__ABOUT THIS EXERCISE__
Across all entries below, how many lines include "Policy"? Only the number, please.

-- Opening Marker --

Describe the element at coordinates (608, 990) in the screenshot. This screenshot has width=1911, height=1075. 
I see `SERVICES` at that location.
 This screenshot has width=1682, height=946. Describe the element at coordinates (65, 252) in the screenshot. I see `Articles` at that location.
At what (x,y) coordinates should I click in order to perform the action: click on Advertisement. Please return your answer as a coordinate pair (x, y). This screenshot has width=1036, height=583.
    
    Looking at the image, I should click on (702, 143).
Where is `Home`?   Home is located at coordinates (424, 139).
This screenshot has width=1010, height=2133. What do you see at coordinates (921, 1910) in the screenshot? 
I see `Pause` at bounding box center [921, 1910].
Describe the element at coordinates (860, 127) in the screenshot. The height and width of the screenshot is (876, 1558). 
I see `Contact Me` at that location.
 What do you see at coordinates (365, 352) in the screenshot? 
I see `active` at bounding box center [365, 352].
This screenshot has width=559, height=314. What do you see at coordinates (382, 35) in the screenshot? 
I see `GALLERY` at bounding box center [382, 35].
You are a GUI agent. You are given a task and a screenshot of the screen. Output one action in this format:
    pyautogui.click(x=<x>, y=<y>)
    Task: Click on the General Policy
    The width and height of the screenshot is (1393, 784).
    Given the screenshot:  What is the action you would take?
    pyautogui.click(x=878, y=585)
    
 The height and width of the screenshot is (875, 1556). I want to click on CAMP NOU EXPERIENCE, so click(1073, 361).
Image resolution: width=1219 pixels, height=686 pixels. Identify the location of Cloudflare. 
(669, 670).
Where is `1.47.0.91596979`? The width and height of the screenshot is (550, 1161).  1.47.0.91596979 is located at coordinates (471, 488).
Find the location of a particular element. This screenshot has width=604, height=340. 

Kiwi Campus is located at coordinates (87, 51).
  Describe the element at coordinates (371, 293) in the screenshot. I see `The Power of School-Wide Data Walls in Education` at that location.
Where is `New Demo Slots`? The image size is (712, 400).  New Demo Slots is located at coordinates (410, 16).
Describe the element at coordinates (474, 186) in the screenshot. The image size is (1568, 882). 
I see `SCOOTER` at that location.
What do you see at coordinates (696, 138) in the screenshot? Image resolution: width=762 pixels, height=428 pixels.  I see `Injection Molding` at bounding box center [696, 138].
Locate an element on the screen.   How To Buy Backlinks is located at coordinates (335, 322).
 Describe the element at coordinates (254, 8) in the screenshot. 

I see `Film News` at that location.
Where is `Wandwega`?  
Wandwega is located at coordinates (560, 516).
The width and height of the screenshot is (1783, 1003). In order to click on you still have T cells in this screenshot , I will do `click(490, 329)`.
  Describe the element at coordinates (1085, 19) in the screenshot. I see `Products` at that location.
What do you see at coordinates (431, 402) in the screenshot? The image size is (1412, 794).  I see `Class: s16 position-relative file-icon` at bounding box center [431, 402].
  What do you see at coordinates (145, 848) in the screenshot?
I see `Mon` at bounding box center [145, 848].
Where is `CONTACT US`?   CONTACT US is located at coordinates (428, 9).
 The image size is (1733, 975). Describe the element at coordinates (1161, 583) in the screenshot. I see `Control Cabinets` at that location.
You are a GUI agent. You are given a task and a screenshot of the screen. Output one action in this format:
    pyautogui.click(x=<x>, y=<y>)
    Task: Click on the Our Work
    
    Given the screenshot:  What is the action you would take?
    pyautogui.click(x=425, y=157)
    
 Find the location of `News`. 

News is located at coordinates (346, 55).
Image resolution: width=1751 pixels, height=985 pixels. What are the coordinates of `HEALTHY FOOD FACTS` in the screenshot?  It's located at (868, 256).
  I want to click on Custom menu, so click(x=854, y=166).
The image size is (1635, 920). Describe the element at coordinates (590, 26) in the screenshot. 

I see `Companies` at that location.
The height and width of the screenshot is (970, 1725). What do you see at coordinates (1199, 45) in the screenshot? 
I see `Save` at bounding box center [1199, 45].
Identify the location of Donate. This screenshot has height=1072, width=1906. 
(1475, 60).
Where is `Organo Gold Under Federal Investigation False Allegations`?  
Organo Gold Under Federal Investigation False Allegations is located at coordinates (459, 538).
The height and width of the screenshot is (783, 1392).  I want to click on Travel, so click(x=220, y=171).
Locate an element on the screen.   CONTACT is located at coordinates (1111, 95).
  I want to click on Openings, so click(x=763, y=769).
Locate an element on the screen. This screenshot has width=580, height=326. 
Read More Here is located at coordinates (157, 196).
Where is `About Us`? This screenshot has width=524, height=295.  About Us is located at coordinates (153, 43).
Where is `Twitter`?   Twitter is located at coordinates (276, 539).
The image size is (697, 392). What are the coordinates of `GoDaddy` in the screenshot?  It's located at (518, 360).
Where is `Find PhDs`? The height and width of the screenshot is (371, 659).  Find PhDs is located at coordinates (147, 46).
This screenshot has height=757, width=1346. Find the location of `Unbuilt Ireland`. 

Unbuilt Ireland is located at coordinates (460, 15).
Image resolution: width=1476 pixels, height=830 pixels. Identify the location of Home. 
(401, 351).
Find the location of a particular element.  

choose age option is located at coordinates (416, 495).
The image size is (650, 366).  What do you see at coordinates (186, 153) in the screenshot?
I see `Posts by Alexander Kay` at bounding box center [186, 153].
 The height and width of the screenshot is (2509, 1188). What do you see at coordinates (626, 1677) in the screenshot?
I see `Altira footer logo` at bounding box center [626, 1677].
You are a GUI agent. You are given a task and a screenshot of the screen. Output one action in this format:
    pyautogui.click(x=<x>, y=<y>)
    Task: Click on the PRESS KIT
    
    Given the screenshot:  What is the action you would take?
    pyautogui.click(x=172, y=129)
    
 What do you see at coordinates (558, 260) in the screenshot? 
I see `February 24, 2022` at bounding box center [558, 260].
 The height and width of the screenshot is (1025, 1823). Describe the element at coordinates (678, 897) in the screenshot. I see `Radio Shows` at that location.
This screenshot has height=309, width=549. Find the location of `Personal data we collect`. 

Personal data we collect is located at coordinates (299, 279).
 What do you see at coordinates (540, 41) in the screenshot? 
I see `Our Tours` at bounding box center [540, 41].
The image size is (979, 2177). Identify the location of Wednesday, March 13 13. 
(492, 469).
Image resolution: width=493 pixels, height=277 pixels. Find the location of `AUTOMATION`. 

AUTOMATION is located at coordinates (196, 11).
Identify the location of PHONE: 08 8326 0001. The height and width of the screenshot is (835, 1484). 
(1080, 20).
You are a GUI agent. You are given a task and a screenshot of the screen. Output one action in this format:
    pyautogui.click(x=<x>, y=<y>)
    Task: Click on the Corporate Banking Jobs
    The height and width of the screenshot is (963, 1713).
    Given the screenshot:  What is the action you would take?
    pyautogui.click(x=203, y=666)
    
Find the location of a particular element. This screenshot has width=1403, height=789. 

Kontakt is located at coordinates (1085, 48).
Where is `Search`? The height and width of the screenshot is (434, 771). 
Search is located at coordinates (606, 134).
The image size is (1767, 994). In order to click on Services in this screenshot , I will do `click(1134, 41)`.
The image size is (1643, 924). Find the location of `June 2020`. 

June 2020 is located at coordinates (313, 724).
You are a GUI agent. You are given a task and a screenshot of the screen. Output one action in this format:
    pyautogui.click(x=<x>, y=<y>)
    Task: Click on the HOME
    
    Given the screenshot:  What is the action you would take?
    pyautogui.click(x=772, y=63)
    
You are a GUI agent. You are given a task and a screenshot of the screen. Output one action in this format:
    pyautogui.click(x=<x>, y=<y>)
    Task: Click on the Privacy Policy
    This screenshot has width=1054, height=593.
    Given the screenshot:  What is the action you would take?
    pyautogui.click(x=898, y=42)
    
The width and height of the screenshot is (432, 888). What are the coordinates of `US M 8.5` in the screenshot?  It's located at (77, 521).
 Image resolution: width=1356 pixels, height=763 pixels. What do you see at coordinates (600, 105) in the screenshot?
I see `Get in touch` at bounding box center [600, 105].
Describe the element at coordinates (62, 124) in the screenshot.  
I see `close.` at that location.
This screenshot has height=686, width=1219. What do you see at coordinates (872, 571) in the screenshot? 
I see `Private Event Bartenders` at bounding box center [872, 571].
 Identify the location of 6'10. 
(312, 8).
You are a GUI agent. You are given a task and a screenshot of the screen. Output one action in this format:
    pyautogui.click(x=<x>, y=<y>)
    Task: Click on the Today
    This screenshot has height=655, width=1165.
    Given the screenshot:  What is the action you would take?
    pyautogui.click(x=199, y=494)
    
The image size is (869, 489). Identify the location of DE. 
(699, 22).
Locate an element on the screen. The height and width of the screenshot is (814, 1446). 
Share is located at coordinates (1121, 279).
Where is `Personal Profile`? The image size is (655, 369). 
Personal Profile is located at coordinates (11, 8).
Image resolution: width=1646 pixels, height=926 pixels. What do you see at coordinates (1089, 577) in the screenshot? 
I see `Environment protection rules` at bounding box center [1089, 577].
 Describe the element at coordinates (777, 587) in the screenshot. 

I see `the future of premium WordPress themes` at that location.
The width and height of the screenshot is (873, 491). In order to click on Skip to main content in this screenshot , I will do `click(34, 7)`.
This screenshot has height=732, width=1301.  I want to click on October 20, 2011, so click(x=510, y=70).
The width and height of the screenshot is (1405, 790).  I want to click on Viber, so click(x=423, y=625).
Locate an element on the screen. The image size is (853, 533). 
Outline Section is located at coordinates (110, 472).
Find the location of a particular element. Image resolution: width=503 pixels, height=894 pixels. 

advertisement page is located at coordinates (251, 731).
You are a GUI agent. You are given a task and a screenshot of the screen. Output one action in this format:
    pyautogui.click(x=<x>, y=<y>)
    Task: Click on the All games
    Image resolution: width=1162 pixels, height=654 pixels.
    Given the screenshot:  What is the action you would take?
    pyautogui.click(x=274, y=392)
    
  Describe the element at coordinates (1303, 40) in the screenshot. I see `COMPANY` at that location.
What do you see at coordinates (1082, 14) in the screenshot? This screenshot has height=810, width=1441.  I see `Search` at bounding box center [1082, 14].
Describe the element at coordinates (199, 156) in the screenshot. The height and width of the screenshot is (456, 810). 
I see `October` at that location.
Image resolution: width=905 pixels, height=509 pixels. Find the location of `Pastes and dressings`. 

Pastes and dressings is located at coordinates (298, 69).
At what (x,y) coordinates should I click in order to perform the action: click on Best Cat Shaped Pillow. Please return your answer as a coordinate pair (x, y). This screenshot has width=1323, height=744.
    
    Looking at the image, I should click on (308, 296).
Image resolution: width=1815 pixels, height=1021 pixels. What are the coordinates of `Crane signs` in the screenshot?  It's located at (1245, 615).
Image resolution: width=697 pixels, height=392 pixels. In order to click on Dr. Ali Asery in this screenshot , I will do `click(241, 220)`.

-- Closing Marker --

__WRITTEN RESPONSE__
2